The President has obsessively tweeted about the need for investigating Hillary Clinton for wrongly making the sale happen, claiming that it resulted in the United States turning over uranium to Russia. Trump has been touting this since the campaign trail, where he said that Clinton "gave up 20 percent of America's uranium supply to Russia" and "You know what people do with Uranium, don't you? It's called nuclear."

His congressional allies in both houses have announced their committees will investigate this matter. Chief of Staff John Kelly has also stood, saluted and called for a Mueller-type criminal investigation, based upon his boss' claims. The facts get in the way.

First, the sale of the Canadian company Uranium One needed US approval because of the company's rights to mine uranium in the United States. It was unanimously approved by the Committee on Foreign Investment in the United States (CFIUS), a group consisting of nine government agencies led by the Treasury Department and including the State Department.

The sale was also approved by the Nuclear Regulatory Agency. A representative of the State Department cast the department's vote for approval. The former assistant secretary assigned to the foreign investment committee at the time, Jose Fernandez, said that "Mrs. Clinton never intervened with me on any C.F.I.U.S matter."

Second, President Trump's claims that this sale provided Russia with the uranium to use are false. The only right that Rosatom had was to mine the uranium in the United States. The Russia agency had no right and has never been given an export license to take the uranium out of the United States.

Third, the original owner of Uranium One, Frank Giustra, gave and pledged more than $100 million to the Clinton Foundation (by way of the Clinton Giustra Enterprise Partnership) as claimed.

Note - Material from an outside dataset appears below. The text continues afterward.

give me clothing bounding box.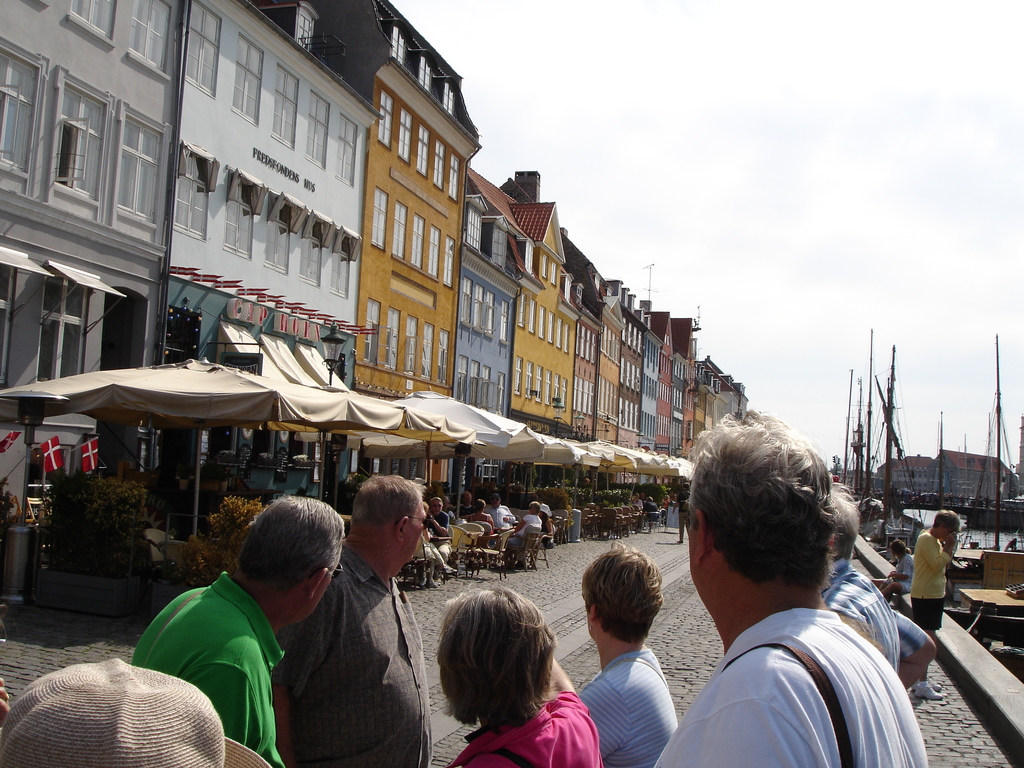
bbox=[134, 573, 279, 767].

But Giustra had sold his interests in the company in 2007, three years before the approval occurred and before Hillary Clinton ever became secretary of state.

Fourth, Uranium One controlled 20% of US uranium production capacity, not supply, when the deal was approved in 2010. Since then additional licenses have been granted to produce uranium and Uranium One's production has shrunk to 2.3 percent of US production in 2016.

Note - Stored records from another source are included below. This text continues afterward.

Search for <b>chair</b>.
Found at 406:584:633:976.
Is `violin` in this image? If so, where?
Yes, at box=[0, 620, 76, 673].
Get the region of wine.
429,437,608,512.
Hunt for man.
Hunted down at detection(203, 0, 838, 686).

According to The Washington Post's Fact Checker analysis, "Given that Uranium One's production is only 2 percent of an already small total US production — not 20 percent — the overwrought claims that Clinton "gave away" 20 percent of the US nuclear supply or that Russia controls that much US uranium are simply absurd."

The latest mutation of the Uranium One farce comes in the form of a resolution that was filed on Friday by three House Republicans that says special counsel Robert Mueller has to recuse himself from the Russia investigation. Mueller was head of the FBI when the sale of Uranium One was approved -- a perfectly legal sale. The real grounds: one more effort to divert attention from and obfuscate the Mueller investigation.

Thus, we end up with President Trump, White House Chief of Staff Kelly and various congressional allies misusing their office to pursue blatantly partisan investigations of matters in which there is no evidence of legal violations. This undermines the special counsel's investigation and misleads the American people.

This is not how we do things in a democracy, and the American people are rightly disapproving -- Trump's favorability ratings are at historic lows. Citizens will not stand for it should the President go beyond calling for bogus competing investigations and try to end the one special counsel Mueller is conducting.

That will produce a firestorm the likes of which has not been seen in this country since President Richard Nixon had special prosecutor Archibald Cox fired -- and we all know how that ultimately ended.